[The following two posts are published late; I wrote them in places without free internet, and I wasn't willing to pay for it. Now I'm at the gym, and these were some of my thoughts on the trip.]
It’s cold in the airport.
I’m sitting at the end of the east wing of the international terminal in San Francisco, and I have come down enough escalators and flights of stairs that I’m thoroughly convinced that I’m underground, and I mistrust the dim silhouettes of aircraft which drone through the darkness past the window at the end of the hall.
I’ve never been in a terminal quite like this; I’m used to having windows on all the walls, but here at the end of the pier one has only the comparatively narrow perspective of just one wall of glass. I think a menopausal woman may have gotten ahold of the air conditioning, and the metal arms of the chairs at the gate are distractingly cold, burrowing through the sleeves of my shirt to clutch at my forearms.
From my place amongst the rigid rows of black pleather-covered seating, I can see the base of the escalator which deposited me unceremoniously on the semi-reflective stone floor in the middle of this long chamber, and I’m watching other people glide down one by one, each glancing around expressionlessly for a moment before moving in the direction of their gate.
It’s pretty quiet here at the end of the terminal. My flight for Hong Kong doesn’t leave for another two hours or so, and as it’s already rather late there is little other activity. Those who are already seated at gates are mostly either sleeping or overgrown by headphone wires, their private soundtracks sprouting out of their ears and covering their whole bodies like ivy on old brick buildings. No one is talking, and I can hear the murmurs of passing crowds from the level above, and the jarring and intrusive voice of an airport administrator who chimes in every few minutes to tell us how likely we all are to die if we accept candy from strangers.
As of about ten minutes ago, my phone finally stopped functioning, and I just had time to send my parents a brief message, and tell a beautiful woman that I loved her, before my service was deactivated in preparation for my stay abroad. For some reason, it was this final goodbye which made this trip as real as it has yet been, and as I sit here now it seems wrong that I still have two hours to wait until I cross the ocean. For some reason, it always seems that one’s departure should immediately follow the most poignant goodbyes, and as a well-trained American movie-goer I find myself unable to occupy myself through the proverbial twilight, having spoken my last lines in the late afternoon and expected an immediate sunset into which I might ride. Instead, I’m sitting in a cold airport, unable to stop picturing a camera panning back and forth between myself and sleeping faces of family and friends, an acoustic guitar playing in the background.
Forgive my sentimentality; it’s late, my body thinks it’s even later, and I am beset by that intolerable restlessness for which the only cure is to quote Tennyson.
There lies the port; the vessel puffs her sail;
There gloom the dark, broad seas. My mariners,
Souls that have toil'd, and wrought, and thought with me,--
That ever with a frolic welcome took
The thunder and the sunshine, and opposed
Free hearts, free foreheads,-- you and I are old;
Old age hath yet his honor and his toil.
Death closes all; but something ere the end,
Some work of noble note, may yet be done,
Not unbecoming men that strove with Gods.
The lights begin to twinkle from the rocks;
The long day wanes; the slow moon climbs; the deep
Moans round with many voices. Come, my friends.
'T is not too late to seek a newer world.
Push off, and sitting well in order smite
The sounding furrows; for my purpose holds
To sail beyond the sunset, and the baths
Of all the western stars, until I die.
It may be that the gulfs will wash us down;
It may be we shall touch the Happy Isles,
And see the great Achilles, whom we knew.
Tho' much is taken, much abides; and tho'
We are not now that strength which in old days
Moved earth and heaven, that which we are, we are,--
One equal temper of heroic hearts,
Made weak by time and fate, but strong in will
To strive, to seek, to find, and not to yield.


--- WHAT THIS TASK INVOLVES ---
Copy every record word for word.

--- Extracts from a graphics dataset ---
::::::::::
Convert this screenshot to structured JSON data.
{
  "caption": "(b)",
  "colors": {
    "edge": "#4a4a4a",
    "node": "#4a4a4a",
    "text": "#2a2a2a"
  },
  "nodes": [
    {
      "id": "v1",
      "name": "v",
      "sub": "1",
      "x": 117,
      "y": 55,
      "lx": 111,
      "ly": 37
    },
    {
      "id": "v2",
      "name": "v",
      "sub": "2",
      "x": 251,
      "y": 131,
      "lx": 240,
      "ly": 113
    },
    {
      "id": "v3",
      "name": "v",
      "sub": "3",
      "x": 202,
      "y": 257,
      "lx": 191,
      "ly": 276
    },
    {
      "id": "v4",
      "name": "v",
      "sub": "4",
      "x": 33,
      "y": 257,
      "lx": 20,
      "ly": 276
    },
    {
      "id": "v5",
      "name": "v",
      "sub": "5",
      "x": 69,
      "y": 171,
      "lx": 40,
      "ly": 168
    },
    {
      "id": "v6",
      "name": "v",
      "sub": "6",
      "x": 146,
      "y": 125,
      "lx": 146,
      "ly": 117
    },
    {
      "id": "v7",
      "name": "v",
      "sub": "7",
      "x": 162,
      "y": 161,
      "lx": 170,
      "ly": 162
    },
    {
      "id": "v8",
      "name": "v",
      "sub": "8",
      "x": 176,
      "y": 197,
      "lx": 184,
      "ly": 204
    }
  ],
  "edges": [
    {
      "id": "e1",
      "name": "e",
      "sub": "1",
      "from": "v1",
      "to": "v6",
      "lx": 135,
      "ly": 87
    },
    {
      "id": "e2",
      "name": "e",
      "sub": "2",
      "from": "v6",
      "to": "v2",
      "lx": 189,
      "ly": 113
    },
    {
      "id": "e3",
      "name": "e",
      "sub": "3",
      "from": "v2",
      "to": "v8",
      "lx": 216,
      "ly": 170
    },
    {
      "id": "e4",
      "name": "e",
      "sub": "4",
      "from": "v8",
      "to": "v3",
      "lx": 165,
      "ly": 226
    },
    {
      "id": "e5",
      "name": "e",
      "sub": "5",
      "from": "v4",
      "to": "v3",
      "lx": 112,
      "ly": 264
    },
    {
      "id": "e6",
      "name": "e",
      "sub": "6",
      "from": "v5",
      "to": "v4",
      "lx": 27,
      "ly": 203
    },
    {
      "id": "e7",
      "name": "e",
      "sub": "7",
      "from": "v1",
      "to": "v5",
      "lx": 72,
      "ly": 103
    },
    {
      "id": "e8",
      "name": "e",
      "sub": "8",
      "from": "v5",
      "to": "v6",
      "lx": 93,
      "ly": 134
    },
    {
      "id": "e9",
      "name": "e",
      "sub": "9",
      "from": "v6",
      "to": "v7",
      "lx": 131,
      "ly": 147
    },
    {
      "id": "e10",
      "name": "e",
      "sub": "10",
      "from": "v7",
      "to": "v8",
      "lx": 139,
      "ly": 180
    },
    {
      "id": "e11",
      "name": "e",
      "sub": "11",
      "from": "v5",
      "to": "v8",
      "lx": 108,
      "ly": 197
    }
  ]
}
::::::::::
--- SOLUTION FOR THIS TASK ---
Convert this screenshot to structured JSON data.
{
  "caption": "(b)",
  "colors": {
    "edge": "#4a4a4a",
    "node": "#4a4a4a",
    "text": "#2a2a2a"
  },
  "nodes": [
    {
      "id": "v1",
      "name": "v",
      "sub": "1",
      "x": 117,
      "y": 55,
      "lx": 111,
      "ly": 37
    },
    {
      "id": "v2",
      "name": "v",
      "sub": "2",
      "x": 251,
      "y": 131,
      "lx": 240,
      "ly": 113
    },
    {
      "id": "v3",
      "name": "v",
      "sub": "3",
      "x": 202,
      "y": 257,
      "lx": 191,
      "ly": 276
    },
    {
      "id": "v4",
      "name": "v",
      "sub": "4",
      "x": 33,
      "y": 257,
      "lx": 20,
      "ly": 276
    },
    {
      "id": "v5",
      "name": "v",
      "sub": "5",
      "x": 69,
      "y": 171,
      "lx": 40,
      "ly": 168
    },
    {
      "id": "v6",
      "name": "v",
      "sub": "6",
      "x": 146,
      "y": 125,
      "lx": 146,
      "ly": 117
    },
    {
      "id": "v7",
      "name": "v",
      "sub": "7",
      "x": 162,
      "y": 161,
      "lx": 170,
      "ly": 162
    },
    {
      "id": "v8",
      "name": "v",
      "sub": "8",
      "x": 176,
      "y": 197,
      "lx": 184,
      "ly": 204
    }
  ],
  "edges": [
    {
      "id": "e1",
      "name": "e",
      "sub": "1",
      "from": "v1",
      "to": "v6",
      "lx": 135,
      "ly": 87
    },
    {
      "id": "e2",
      "name": "e",
      "sub": "2",
      "from": "v6",
      "to": "v2",
      "lx": 189,
      "ly": 113
    },
    {
      "id": "e3",
      "name": "e",
      "sub": "3",
      "from": "v2",
      "to": "v8",
      "lx": 216,
      "ly": 170
    },
    {
      "id": "e4",
      "name": "e",
      "sub": "4",
      "from": "v8",
      "to": "v3",
      "lx": 165,
      "ly": 226
    },
    {
      "id": "e5",
      "name": "e",
      "sub": "5",
      "from": "v4",
      "to": "v3",
      "lx": 112,
      "ly": 264
    },
    {
      "id": "e6",
      "name": "e",
      "sub": "6",
      "from": "v5",
      "to": "v4",
      "lx": 27,
      "ly": 203
    },
    {
      "id": "e7",
      "name": "e",
      "sub": "7",
      "from": "v1",
      "to": "v5",
      "lx": 72,
      "ly": 103
    },
    {
      "id": "e8",
      "name": "e",
      "sub": "8",
      "from": "v5",
      "to": "v6",
      "lx": 93,
      "ly": 134
    },
    {
      "id": "e9",
      "name": "e",
      "sub": "9",
      "from": "v6",
      "to": "v7",
      "lx": 131,
      "ly": 147
    },
    {
      "id": "e10",
      "name": "e",
      "sub": "10",
      "from": "v7",
      "to": "v8",
      "lx": 139,
      "ly": 180
    },
    {
      "id": "e11",
      "name": "e",
      "sub": "11",
      "from": "v5",
      "to": "v8",
      "lx": 108,
      "ly": 197
    }
  ]
}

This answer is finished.